How do clinical indicators work in hospitals?

Are you needing help getting your data together for the Clinical Indicator Program? The POS team are here to help.

The questions that the Performance and Outcomes Service (POS) Team gets asked most often is… “How do I get all this data together?” and “Who do I talk to?”.  

At ACHS, we want to help quality, risk or data managers, especially those who may be new to an organisation, by offering some advice. We provide helpful guidance so that not only can you find the data you need but also to create engagement with your teams and clinical specialties to take them on a quality improvement journey. 

To explain the clinical indicator journey, we need to first understand how clinical indicators work in hospitals. Clinical indicators are the best source of data for organisation performance. Measuring processes and outcomes in your organisation will give you an understanding of performance within the organization, but without benchmarking it lacks the context of overall performance in the industry. You may think you are performing well, but when compared to others your organisations performance might have significant room for improvement and allow you to find savings or increase the quality of care provided to patients and consumers of your services. 

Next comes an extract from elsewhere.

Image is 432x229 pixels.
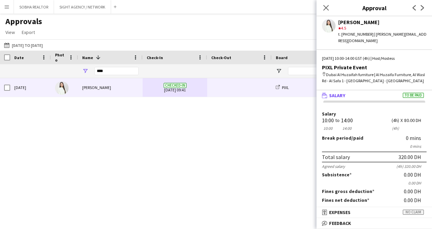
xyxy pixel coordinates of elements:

The biggest issue for new Quality staff or related quality committee members is how to obtain this data for submission. There are two ways to get data from your organisation which largely depends on the complexity of the indicator, the organisations's IT resources, such as an Electronic Medical Record (EMR) or Patient Administration System (PAS), and Team complexity. There are manual and automated methodologies which are relevant depending on your organisation's size, technology, and complexity. 

To assist with the manual collection of data, we have a few tips:

1) Utilise your team members and the Empty Booklet resources which are available on the ACHS website. These spreadsheets of each of the indicator sets can be used by the staff of the specialty in which you would like to collect data to record their data locally and then pass it to you for submission. This manual spoke and hub model works when you personally are unable to access relevant databases or get the data together easily.

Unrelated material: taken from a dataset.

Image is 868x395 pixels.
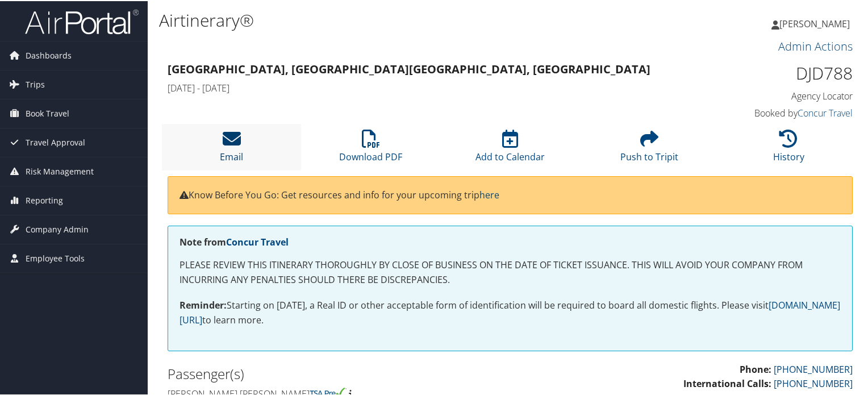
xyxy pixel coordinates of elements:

2) Check with your clinical teams if they submit the data elsewhere. Submission of data elsewhere is common, for example Rehabilitation Medicine has tools for collection available through the Australian Rehabilitation Outcomes Centre (AROC). For Intensive Care, data is often submitted regularly to the Australian and New Zealand Intensive Care Centre for Outcomes and Resource Evaluation (ANZICS-CORE). In these two examples, data is available in their systems, and in the case of ANZICS-CORE, the data is available within their system where ACHS indicators are flagged. Pathology data is readily available from your pathology collection provider and Medication Safety information is often available from your pharmacies electronic Medication Management system (eMeds). ACHS has also confirmed that most of the maternity, gastrointestinal endoscopy, radiology, and radiation oncology indicators are available through their specific clinical specialty systems (e.g., Obstetrix for Maternity by Cerner Software). 

Automation of the collection of indicators is really the end goal of the clinical indicator process, as it saves staff time by automating the labour-intensive recording and submission process, so that staff time can be focused on improvement. To automate the process, you will have to work with your data managers or IT department to export values from your Electronical Medical Records (EMR) or Patient Administration Systems (PAS) systems and potentially your specialty systems to produce a dataset for submission. This will need to be over the longer term and be project based with a sponsor from both the Executive and the Information Technology department, so that you can get the resourced together. 

To assist in this process, ACHS has identified in Appendix 1 in each of the Clinical User Manuals coding which matches to the ICD-10-AM code set, which is what activity in EMR or PAS systems is based on. This coding in Appendix 1 is available for 51% of the clinical indicators, while the combination of time-based data, Patient Administration System data, eMeds data and data from other systems allows over 90% of indicators to be collected in an automated fashion. 

The project work to create the queries in your system and readily export data will be worth the time invested, as it reduces burden on your quality team, staff at in each of the clinical specialties, and will mean more time focused on improving patient care.

At ACHS, we are here to support you through the data collection process and assist with everything from developing automation queries to data collection sheets.